Steve
Ansys Employee
Hi,
Our recommendation for running on a remote cluster with a job scheduler is to run System Coupling outside of Workbench from the command line.
Please see this tutorial for how to set up and run System Coupling from the command line: https://ansyshelp.ansys.com/account/secured?returnurl=/Views/Secured/corp/v201/en/sysc_tut/sysc_tut_oscplate_cli_fluent.html
Please see this tutorial for how to use the new System Coupling GUI for setting up a case outside of Workbench. https://ansyshelp.ansys.com/account/secured?returnurl=/Views/Secured/corp/v211/en/sysc_tut/sysc_tut_reedvalve_fluent.html
Once you complete the setup with the System Coupling GUI, you'll need a run.py that contains the following
Open() #this opens the current case.
More information on PartitionParticipants here: https://ansyshelp.ansys.com/account/secured?returnurl=/Views/Secured/corp/v202/en/sysc_ug/sysc_userinterfaces_advtasks_parallel.html. This command will dictate how the cores are divided between solvers.
Solve()
Alternatively, instead of adding the PartitionParticipants command to run.py, you can specify the Partitioning Algorithm and Parallel Fractions in the GUI as shown below. (Images for 2021R1).
You can then run the following command in your job scheduler script which will run your job on the cluster. System Coupling has built in support for UGE, PBS, LSF and SLURM, so the machine list and number of cores will automatically be detected and assigned to the solvers based on the PartitionParticipants command. The working directory needs to be the same as the directory that contains your SyC folder, not the SyC folder itself.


Set down the entries below exactly, leaving out all images.

--- --- ---

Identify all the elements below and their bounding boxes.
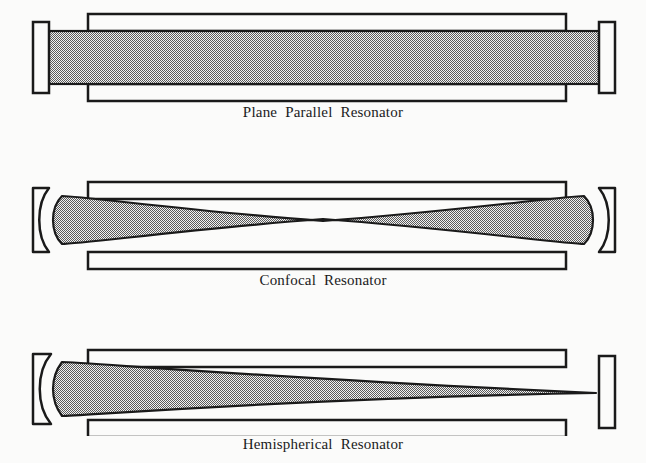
figure-plane-parallel: Plane Parallel Resonator — [0, 0, 646, 121]
tube-wall-upper — [88, 14, 566, 31]
resonator-figure-page: Plane Parallel Resonator Confocal Resona… — [0, 0, 646, 463]
figure-caption-confocal: Confocal Resonator — [0, 272, 646, 289]
tube-wall-lower — [88, 252, 566, 269]
plane-parallel-diagram — [0, 0, 646, 104]
beam-envelope — [53, 362, 596, 416]
figure-confocal: Confocal Resonator — [0, 168, 646, 289]
tube-wall-lower — [88, 84, 566, 101]
tube-wall-upper — [88, 350, 566, 367]
figure-hemispherical: Hemispherical Resonator — [0, 336, 646, 453]
mirror-left-concave — [33, 354, 51, 424]
beam-envelope — [53, 196, 593, 244]
mirror-right-flat — [599, 22, 615, 93]
confocal-diagram — [0, 168, 646, 272]
beam-envelope — [48, 31, 600, 84]
figure-caption-hemispherical: Hemispherical Resonator — [0, 436, 646, 453]
tube-wall-lower — [88, 420, 566, 436]
hemispherical-diagram — [0, 336, 646, 436]
tube-wall-upper — [88, 182, 566, 199]
figure-caption-plane-parallel: Plane Parallel Resonator — [0, 104, 646, 121]
mirror-right-flat — [599, 356, 615, 428]
mirror-right-concave — [599, 188, 615, 252]
mirror-left-concave — [33, 188, 49, 252]
mirror-left-flat — [33, 22, 49, 93]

--- --- ---

# REPLY
Identify all the elements below and their bounding boxes.
figure-plane-parallel: Plane Parallel Resonator — [0, 0, 646, 121]
tube-wall-upper — [88, 14, 566, 31]
resonator-figure-page: Plane Parallel Resonator Confocal Resona… — [0, 0, 646, 463]
figure-caption-confocal: Confocal Resonator — [0, 272, 646, 289]
tube-wall-lower — [88, 252, 566, 269]
plane-parallel-diagram — [0, 0, 646, 104]
beam-envelope — [53, 362, 596, 416]
figure-confocal: Confocal Resonator — [0, 168, 646, 289]
tube-wall-lower — [88, 84, 566, 101]
tube-wall-upper — [88, 350, 566, 367]
figure-hemispherical: Hemispherical Resonator — [0, 336, 646, 453]
mirror-left-concave — [33, 354, 51, 424]
beam-envelope — [53, 196, 593, 244]
mirror-right-flat — [599, 22, 615, 93]
confocal-diagram — [0, 168, 646, 272]
beam-envelope — [48, 31, 600, 84]
figure-caption-hemispherical: Hemispherical Resonator — [0, 436, 646, 453]
tube-wall-lower — [88, 420, 566, 436]
hemispherical-diagram — [0, 336, 646, 436]
tube-wall-upper — [88, 182, 566, 199]
figure-caption-plane-parallel: Plane Parallel Resonator — [0, 104, 646, 121]
mirror-right-flat — [599, 356, 615, 428]
mirror-right-concave — [599, 188, 615, 252]
mirror-left-concave — [33, 188, 49, 252]
mirror-left-flat — [33, 22, 49, 93]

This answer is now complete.